The Case For Waiting or Approaching It Carefully

Amazon has a real learning curve. Seller Central is complex, the rules are stricter than Etsy's, the metrics you need to maintain are non-negotiable, and the SEO system works completely differently. If you are already stretched thin managing one platform, adding Amazon without adequate time to learn it properly can result in a frustrating experience that makes you conclude it does not work when the real issue is setup and optimization.

The fees affect your margins. Amazon's 15% commission is real, and you need to price for it before you start selling, not after. If your current pricing cannot absorb that fee and still leave you with a healthy margin, you need to raise your prices first. Most handmade sellers are underpriced and Amazon often forces that reckoning. That is ultimately a good thing, but it requires you to do the math before you go in.

Highly personalized items require a different approach. FBA does not work for fully customized products — you cannot send a "personalized with customer's name" item to a warehouse before an order exists. If your catalog is entirely custom work, Amazon Handmade still works through FBM, but you lose the FBA advantage. That does not mean it is not worth it, but you need to think through how the platform fits your specific product mix.

Amazon sides with customers. This is the platform's strength from a buyer's perspective and a challenge from a seller's. You will encounter returns and disputes where Amazon's policy does not feel fair to you as the maker. That is part of the deal. Sellers who go in knowing this and price accordingly handle it fine. Sellers who go in expecting the same level of seller protection they have on Etsy are often blindsided.
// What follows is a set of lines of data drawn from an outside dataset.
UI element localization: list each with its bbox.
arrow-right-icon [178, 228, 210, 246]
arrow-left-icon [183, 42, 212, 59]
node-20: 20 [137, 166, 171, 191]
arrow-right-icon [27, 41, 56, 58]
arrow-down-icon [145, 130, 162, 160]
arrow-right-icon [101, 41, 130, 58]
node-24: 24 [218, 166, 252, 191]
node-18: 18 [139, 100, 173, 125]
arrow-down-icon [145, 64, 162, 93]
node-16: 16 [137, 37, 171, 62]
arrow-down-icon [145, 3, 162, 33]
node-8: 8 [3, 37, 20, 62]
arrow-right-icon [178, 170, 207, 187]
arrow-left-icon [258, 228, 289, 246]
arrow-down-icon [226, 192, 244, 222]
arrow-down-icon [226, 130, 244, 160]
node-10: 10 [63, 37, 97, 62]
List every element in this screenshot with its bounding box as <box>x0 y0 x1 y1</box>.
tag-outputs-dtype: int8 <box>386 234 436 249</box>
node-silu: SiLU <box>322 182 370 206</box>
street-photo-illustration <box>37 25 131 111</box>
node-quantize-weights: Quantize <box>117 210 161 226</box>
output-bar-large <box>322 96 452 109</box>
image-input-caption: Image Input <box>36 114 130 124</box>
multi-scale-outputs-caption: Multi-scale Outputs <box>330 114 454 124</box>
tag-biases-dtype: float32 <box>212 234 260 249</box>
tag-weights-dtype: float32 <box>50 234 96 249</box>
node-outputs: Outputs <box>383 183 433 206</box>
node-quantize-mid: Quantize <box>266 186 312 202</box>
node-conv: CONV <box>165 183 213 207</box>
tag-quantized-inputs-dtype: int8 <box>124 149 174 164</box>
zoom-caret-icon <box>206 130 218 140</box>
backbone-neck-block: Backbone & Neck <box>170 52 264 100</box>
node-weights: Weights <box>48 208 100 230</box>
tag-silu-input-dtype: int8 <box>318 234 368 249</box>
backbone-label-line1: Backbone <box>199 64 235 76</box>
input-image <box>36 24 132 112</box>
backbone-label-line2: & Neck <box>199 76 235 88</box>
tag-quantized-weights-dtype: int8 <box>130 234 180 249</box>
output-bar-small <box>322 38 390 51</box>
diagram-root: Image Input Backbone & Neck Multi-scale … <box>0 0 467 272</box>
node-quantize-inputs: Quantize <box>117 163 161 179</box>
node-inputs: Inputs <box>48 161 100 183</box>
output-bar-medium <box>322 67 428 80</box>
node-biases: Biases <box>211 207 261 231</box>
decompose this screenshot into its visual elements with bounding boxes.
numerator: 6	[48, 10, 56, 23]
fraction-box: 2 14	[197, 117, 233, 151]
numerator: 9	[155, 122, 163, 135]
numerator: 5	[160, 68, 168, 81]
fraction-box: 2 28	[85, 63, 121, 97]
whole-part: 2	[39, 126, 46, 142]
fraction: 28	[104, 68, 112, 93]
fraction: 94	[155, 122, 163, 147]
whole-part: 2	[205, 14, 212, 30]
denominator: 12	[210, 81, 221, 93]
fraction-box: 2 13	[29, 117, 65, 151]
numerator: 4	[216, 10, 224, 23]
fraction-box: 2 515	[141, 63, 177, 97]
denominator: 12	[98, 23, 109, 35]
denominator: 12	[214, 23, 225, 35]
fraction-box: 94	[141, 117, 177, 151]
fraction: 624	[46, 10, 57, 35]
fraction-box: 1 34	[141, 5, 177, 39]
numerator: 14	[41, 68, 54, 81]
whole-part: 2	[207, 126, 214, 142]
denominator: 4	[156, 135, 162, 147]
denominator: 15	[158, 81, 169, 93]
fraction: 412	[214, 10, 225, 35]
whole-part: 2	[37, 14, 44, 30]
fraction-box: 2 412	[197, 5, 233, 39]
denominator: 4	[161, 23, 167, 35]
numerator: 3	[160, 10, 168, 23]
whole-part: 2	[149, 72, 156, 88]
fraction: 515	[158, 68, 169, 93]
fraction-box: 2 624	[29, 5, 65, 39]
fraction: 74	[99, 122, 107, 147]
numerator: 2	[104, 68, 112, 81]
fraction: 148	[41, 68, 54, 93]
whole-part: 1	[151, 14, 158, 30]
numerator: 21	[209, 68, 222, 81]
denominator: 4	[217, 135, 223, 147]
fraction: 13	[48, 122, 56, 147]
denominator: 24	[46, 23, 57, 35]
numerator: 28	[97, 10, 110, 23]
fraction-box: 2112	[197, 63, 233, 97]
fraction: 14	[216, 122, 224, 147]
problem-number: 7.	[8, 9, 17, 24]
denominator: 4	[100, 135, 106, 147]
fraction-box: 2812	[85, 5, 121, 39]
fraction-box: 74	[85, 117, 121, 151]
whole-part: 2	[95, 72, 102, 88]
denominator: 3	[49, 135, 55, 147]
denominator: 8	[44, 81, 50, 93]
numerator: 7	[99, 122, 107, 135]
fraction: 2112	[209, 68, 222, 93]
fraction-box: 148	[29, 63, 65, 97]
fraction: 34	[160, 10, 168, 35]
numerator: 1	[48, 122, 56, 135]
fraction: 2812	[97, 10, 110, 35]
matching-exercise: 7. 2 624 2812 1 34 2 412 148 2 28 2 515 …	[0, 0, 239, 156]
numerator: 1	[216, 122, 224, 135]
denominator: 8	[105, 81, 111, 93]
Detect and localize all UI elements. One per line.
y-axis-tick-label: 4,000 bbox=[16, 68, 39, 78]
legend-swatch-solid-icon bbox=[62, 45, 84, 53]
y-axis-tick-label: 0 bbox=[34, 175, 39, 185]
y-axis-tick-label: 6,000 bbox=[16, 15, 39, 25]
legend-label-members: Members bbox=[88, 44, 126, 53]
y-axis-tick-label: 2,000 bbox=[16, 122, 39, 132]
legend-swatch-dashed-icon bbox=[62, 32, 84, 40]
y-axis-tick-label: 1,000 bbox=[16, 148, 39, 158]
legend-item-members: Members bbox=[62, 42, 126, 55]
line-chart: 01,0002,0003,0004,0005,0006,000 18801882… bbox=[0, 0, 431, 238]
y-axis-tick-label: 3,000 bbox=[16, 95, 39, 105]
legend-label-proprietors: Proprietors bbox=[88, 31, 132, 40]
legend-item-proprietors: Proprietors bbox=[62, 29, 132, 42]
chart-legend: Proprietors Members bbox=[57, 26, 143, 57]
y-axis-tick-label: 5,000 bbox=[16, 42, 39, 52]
How to Know If You Are Ready

Ask yourself these questions honestly:

  • Do you have at least some non-personalized products that could be sent to an FBA warehouse and fulfill orders without your involvement in each transaction?
  • Can your pricing absorb a 15% commission and still leave you with a margin you are comfortable with?
  • Do you have the time and willingness to learn a new platform properly, not just list a few items and see what happens?
  • Are you ready to let go of some control over the fulfillment and customer service process for FBA orders?
  • Are you treating your business like a business — with real pricing, real systems, and real tracking of what is working?

If you answered yes to most of those, Amazon Handmade is probably a good next step. If you answered no to several of them, the work is not "should I add Amazon" — it is getting your foundation solid enough that Amazon will actually work for you when you do add it.

My Actual Recommendation

For sellers who have been on Etsy for a year or more, have a catalog with at least some non-personalized items, and are pricing their work with real margins: apply for Amazon Handmade. Learn it properly. Give it 90 days of genuine effort with optimized listings before you evaluate whether it is working.
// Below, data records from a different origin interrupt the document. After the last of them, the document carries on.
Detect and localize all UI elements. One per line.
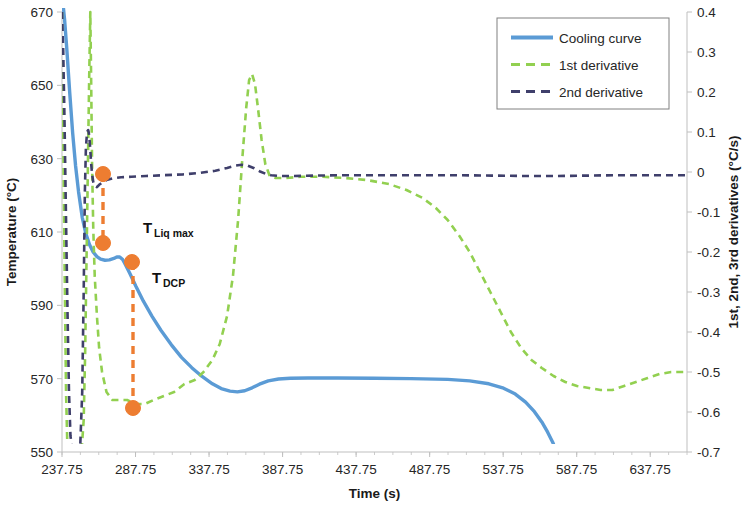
y-axis-right-tick-label: 0.3 [697,45,716,60]
y-axis-left-tick-label: 650 [30,78,53,93]
series-line-cooling-curve [62,0,556,452]
x-axis-title: Time (s) [349,486,401,501]
x-axis-tick-label: 537.75 [483,462,524,477]
y-axis-left-tick-label: 570 [30,372,53,387]
y-axis-right-tick-label: 0 [697,165,705,180]
x-axis-tick-label: 287.75 [115,462,156,477]
y-axis-right-tick-label: -0.6 [697,405,720,420]
y-axis-right-tick-label: -0.5 [697,365,720,380]
annotation-label-main-t-liq-max: T [143,219,152,236]
marker-t-liq-max [96,236,111,251]
x-axis-tick-label: 387.75 [262,462,303,477]
x-axis-tick-label: 237.75 [41,462,82,477]
y-axis-left-title: Temperature (°C) [4,178,19,287]
x-axis-tick-label: 587.75 [556,462,597,477]
chart-canvas: 5505705906106306506700.40.30.20.10-0.1-0… [0,0,749,510]
legend-label-1: 1st derivative [559,58,639,73]
y-axis-right-tick-label: -0.4 [697,325,721,340]
annotation-label-sub-t-dcp: DCP [163,277,185,289]
y-axis-right-tick-label: 0.4 [697,5,716,20]
y-axis-right-tick-label: -0.7 [697,445,720,460]
y-axis-right-title: 1st, 2nd, 3rd derivatives (°C/s) [726,136,741,329]
annotation-label-main-t-dcp: T [152,269,161,286]
x-axis-tick-label: 487.75 [409,462,450,477]
annotation-t-liq-max: TLiq max [143,219,194,239]
y-axis-left-tick-label: 670 [30,5,53,20]
y-axis-right-tick-label: -0.1 [697,205,720,220]
annotation-label-sub-t-liq-max: Liq max [154,227,194,239]
x-axis-tick-label: 337.75 [188,462,229,477]
cooling-curve-chart: 5505705906106306506700.40.30.20.10-0.1-0… [0,0,749,510]
marker-marker-second-derivative [96,167,111,182]
y-axis-right-tick-label: 0.1 [697,125,716,140]
x-axis-tick-label: 437.75 [335,462,376,477]
y-axis-right-tick-label: 0.2 [697,85,716,100]
legend: Cooling curve1st derivative2nd derivativ… [497,18,669,109]
y-axis-left-tick-label: 590 [30,298,53,313]
y-axis-left-tick-label: 610 [30,225,53,240]
y-axis-left-tick-label: 630 [30,152,53,167]
annotation-t-dcp: TDCP [152,269,185,289]
y-axis-left-tick-label: 550 [30,445,53,460]
y-axis-right-tick-label: -0.2 [697,245,720,260]
marker-marker-first-derivative-min [126,401,141,416]
x-axis-tick-label: 637.75 [630,462,671,477]
legend-label-2: 2nd derivative [559,85,643,100]
y-axis-right-tick-label: -0.3 [697,285,720,300]
legend-label-0: Cooling curve [559,31,642,46]
marker-t-dcp [125,255,140,270]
For sellers who are brand new to online selling, still figuring out their products and pricing, and already feeling overwhelmed managing one platform: build your Etsy foundation first. Come to Amazon when you have the bandwidth to learn it right.

The goal is not to be on Amazon. The goal is to build a business that has multiple strong revenue streams and is not dependent on any single platform. Amazon Handmade is one of the best tools available for getting there — when you are ready for it.
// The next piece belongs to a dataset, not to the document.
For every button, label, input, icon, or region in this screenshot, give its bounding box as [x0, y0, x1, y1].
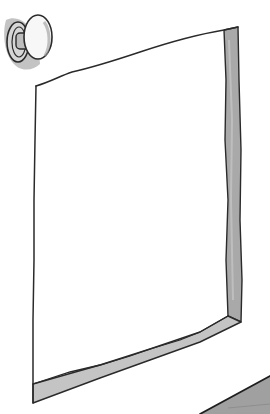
round-knob-icon — [4, 15, 52, 70]
diagonal-edge-icon — [200, 376, 270, 414]
rectangular-frame-icon — [33, 27, 242, 403]
sketch-illustration: Hand-drawn grayscale sketch of an empty … — [0, 0, 270, 414]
Ready to Take the Next Step?

Inside The Growth Thread, the Amazon Handmade content takes you from application through your first listings, into FBA, and all the way through scaling. It is built for sellers who are ready to treat this as a real revenue channel, not an experiment.

Enrollment is not always open, but you can get on the waitlist and be first to know when doors open:

Join the Waitlist at TheGrowthThread.com

Not ready for that yet? Start with the complete introduction guide to selling on Amazon Handmade — it covers how the platform works, what the fees look like, and exactly what to do after you get accepted.